Mass demonstrations demanding social justice, racial equality and an end to police brutality exploded across the United States and around the world after George Floyd, a Black man, had his life taken by a Minneapolis officer in late May.

A number of high-profile NHLers spoke up in the aftermath – something outside the norm in the usually-buttoned-down sport – with some even taking part in marches.

The league hung banners at each end of the arena as part of its #WeSkateFor campaign with “Black Lives” as the tag line, and displayed the same message on the video board ringing the upperdeck and the entrance to each section in the fan-less, cavernous building. The league is also giving front-line workers a nod with the hashtag.

With the Hurricanes designated as the home team, players hit the ice to the song “Rock You Like A Hurricane” by Scorpions. The national anthems were performed on video by North Carolina resident Adam Lee Decker, a former “American Idol” finalist. The rink-board advertisements were what would normally be seen at games in Raleigh, N.C.

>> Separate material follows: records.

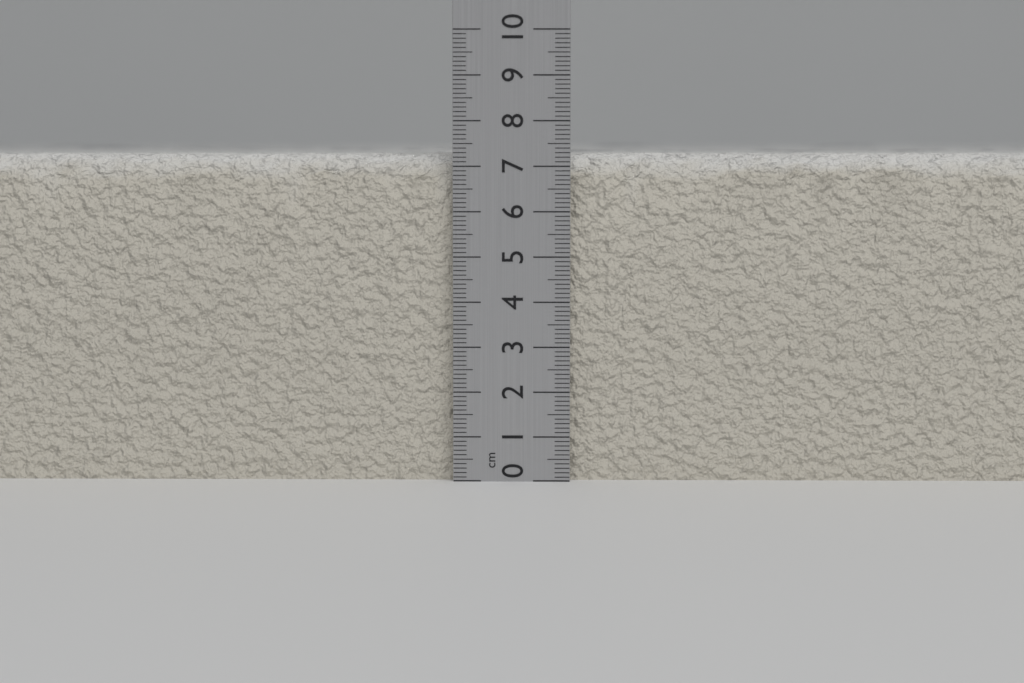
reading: 7.3 cm
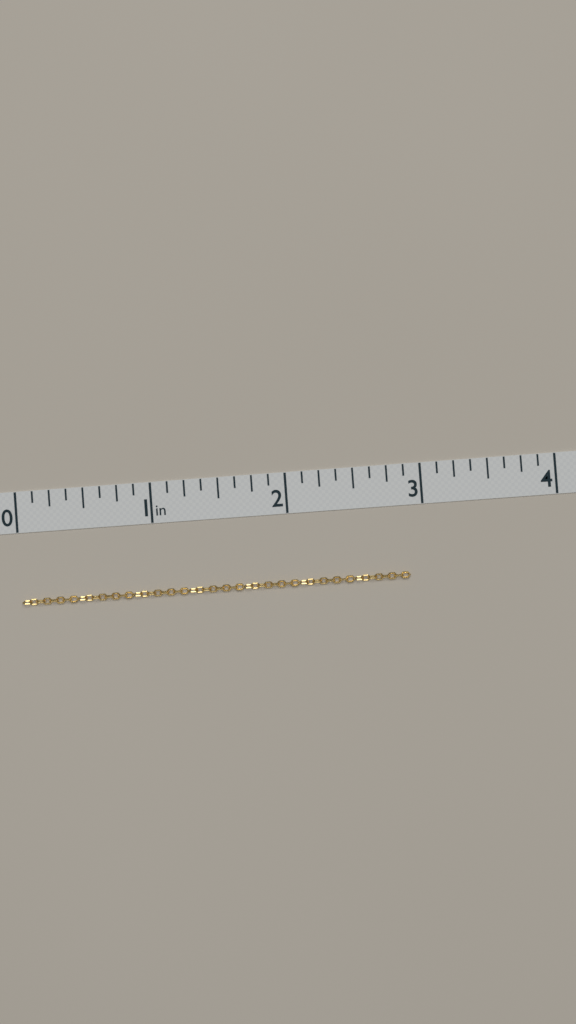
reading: 2.875 in
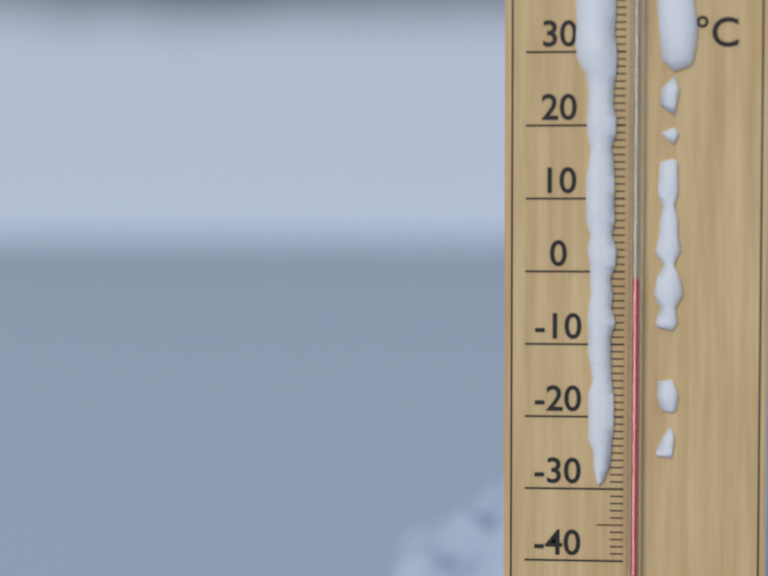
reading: -1 °C
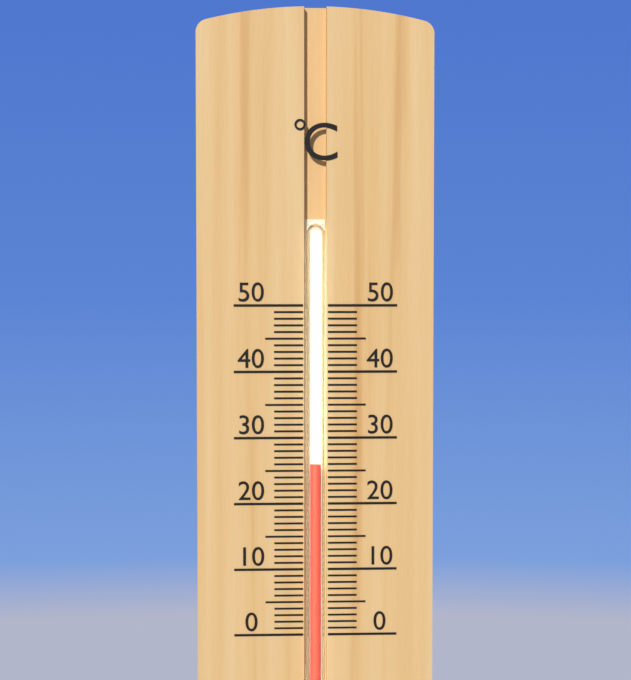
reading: 26 °C
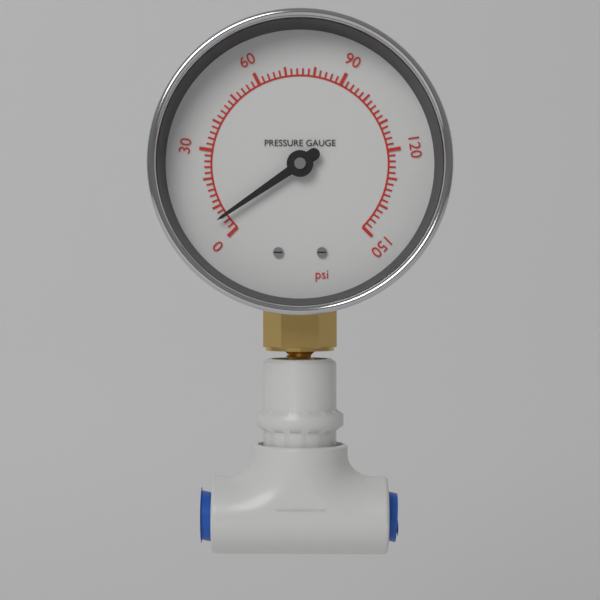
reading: 6 psi
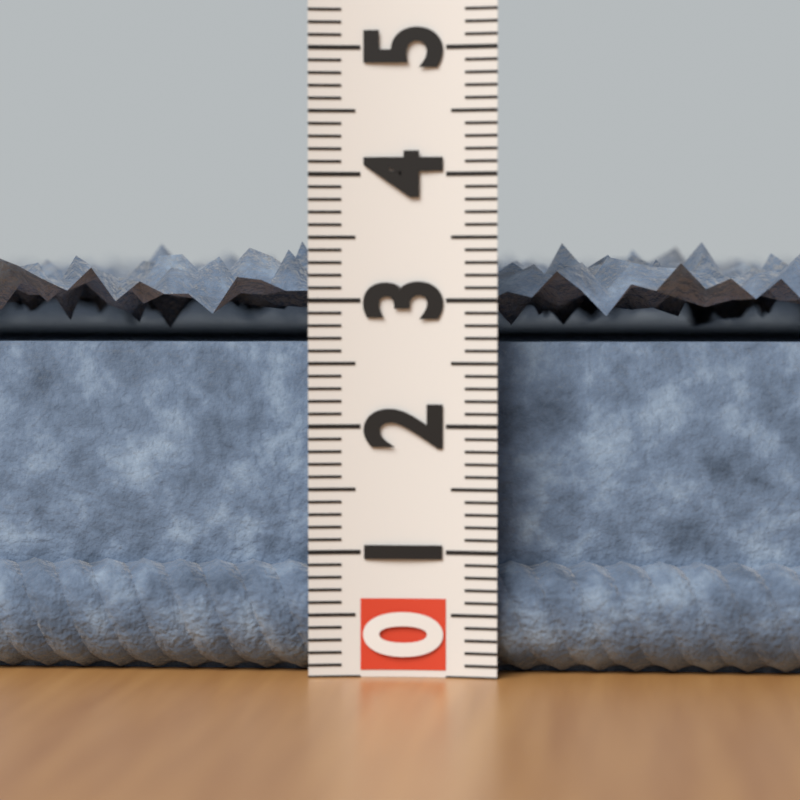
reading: 3.5 (no unit)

“The Star Spangled Banner” was first, followed by “O Canada” despite the fact no Canadian teams were involved in the first game.

Unlike the NBA’s resumption of play near Orlando, Fla. – which has seen many players and coaches kneel for the opening games of basketball’s restart in support of social justice – no members of the Rangers or Hurricanes appeared to protest.

The “Black Lives Matter” slogan has been painted on the NBA’s courts, but nothing was added to the ice for Saturday’s openers north of the 49th parallel. Some players also kneeled for Major League Baseball games to start the season last month.

The feeling outside Scotiabank Arena was nothing like the leadup to a regular post-season matchup. Restaurant and bar patios were mostly quiet, while Maple Leaf Square outside Scotiabank Arena – a place where fans usually gather to watch important games on a massive screen – was inside the league bubble.

Instead of showing the game inside the rink, the screen ran a series of advertisements in hopes of keeping crowds from gathering.